Blix acknowledged that Washington had sidestepped the UN Security Council in its launch of military operations in Iraq, but he said US foreign policy was more nuanced elsewhere.

For example, Blix said the United States "favours a multilateral approach in North Korea, and rejects a bilateral approach", adding this is "a bit ironic".

Blix said the United States supports international verification procedures for nuclear weapons as well as the International Atomic Energy Agency.

"This is why it is dangerous to extrapolate and to draw conclusions that are not borne out by reality," Blix said.

Blix also said that the polarisation over Iraq in the UN Security Council with the United States and Britain on one side, and France, Germany and Russia on the other, was not likely to change the international diplomatic scene.

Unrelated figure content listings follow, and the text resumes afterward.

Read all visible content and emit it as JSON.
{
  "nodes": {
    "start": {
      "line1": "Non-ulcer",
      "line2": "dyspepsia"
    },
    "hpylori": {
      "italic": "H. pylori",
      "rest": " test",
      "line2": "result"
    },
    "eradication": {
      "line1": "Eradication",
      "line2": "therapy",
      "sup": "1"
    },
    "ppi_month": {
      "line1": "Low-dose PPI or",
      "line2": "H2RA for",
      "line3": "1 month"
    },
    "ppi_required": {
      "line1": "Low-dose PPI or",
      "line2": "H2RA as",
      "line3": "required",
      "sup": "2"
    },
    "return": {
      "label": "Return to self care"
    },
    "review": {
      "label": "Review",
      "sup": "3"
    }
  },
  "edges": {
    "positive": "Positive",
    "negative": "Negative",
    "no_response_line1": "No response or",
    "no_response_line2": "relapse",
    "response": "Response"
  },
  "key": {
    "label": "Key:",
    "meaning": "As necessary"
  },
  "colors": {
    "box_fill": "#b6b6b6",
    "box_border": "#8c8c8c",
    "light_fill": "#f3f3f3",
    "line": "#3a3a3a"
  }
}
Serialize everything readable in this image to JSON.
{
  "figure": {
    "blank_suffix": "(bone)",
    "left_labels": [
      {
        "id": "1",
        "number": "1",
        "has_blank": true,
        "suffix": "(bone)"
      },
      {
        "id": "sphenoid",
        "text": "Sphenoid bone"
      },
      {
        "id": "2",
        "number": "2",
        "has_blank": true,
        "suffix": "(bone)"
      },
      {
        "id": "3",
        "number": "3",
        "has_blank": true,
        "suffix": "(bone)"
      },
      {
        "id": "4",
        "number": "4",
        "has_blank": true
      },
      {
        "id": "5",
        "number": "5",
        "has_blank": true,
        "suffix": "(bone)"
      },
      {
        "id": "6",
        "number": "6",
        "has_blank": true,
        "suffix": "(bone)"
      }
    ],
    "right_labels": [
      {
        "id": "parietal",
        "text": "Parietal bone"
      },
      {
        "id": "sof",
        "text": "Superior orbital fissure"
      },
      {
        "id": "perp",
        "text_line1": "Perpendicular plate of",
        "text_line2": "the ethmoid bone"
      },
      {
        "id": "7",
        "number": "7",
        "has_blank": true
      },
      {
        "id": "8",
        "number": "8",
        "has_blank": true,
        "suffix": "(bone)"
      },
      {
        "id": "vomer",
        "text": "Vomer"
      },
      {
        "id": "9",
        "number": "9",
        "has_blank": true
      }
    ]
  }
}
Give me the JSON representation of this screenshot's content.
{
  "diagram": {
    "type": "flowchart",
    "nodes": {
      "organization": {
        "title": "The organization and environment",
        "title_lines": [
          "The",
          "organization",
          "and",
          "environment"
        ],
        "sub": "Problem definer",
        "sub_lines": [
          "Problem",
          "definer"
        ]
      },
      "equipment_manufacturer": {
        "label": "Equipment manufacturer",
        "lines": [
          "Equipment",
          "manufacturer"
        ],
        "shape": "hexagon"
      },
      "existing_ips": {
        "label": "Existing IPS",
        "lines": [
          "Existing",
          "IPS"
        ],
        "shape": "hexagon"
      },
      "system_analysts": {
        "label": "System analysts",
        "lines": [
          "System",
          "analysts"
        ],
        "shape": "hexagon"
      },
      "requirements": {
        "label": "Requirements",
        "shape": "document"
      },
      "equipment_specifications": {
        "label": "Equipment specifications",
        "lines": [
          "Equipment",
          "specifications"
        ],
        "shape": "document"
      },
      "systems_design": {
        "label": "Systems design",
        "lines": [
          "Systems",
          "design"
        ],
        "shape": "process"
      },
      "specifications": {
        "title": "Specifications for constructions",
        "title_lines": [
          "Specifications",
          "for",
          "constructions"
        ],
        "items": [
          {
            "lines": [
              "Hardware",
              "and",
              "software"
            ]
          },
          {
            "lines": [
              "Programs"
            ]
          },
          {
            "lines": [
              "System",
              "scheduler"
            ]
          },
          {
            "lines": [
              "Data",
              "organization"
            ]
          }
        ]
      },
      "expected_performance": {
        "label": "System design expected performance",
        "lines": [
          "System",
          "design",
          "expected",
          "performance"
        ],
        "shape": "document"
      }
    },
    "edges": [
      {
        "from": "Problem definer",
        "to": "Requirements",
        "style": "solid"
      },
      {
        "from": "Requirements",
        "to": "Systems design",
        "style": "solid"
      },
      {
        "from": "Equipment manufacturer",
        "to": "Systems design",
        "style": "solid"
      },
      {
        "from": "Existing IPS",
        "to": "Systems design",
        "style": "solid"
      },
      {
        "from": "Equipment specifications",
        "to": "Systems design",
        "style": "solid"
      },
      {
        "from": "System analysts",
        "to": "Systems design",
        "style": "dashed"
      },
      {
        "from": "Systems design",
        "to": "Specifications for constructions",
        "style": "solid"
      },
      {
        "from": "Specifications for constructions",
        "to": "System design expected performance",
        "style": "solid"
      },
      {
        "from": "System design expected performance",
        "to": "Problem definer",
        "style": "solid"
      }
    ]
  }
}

He said that Britain had agreed with the French view that the UN should play a major role in Iraq's reconstruction.

"In the long term, it will be difficult for the United States to remain the only administrator in Iraq, an occupying administrator. They will, on the contrary, have to act jointly with the UN," he said.

Blix also said he does not believe that either NATO or the European Union had suffered unduly from the Iraq question, even if the Iraqi question was "no great example of joint EU foreign policy".

Blix reiterated that he will not be part of any post-war UN inspection team in Iraq, as he will be retiring in June.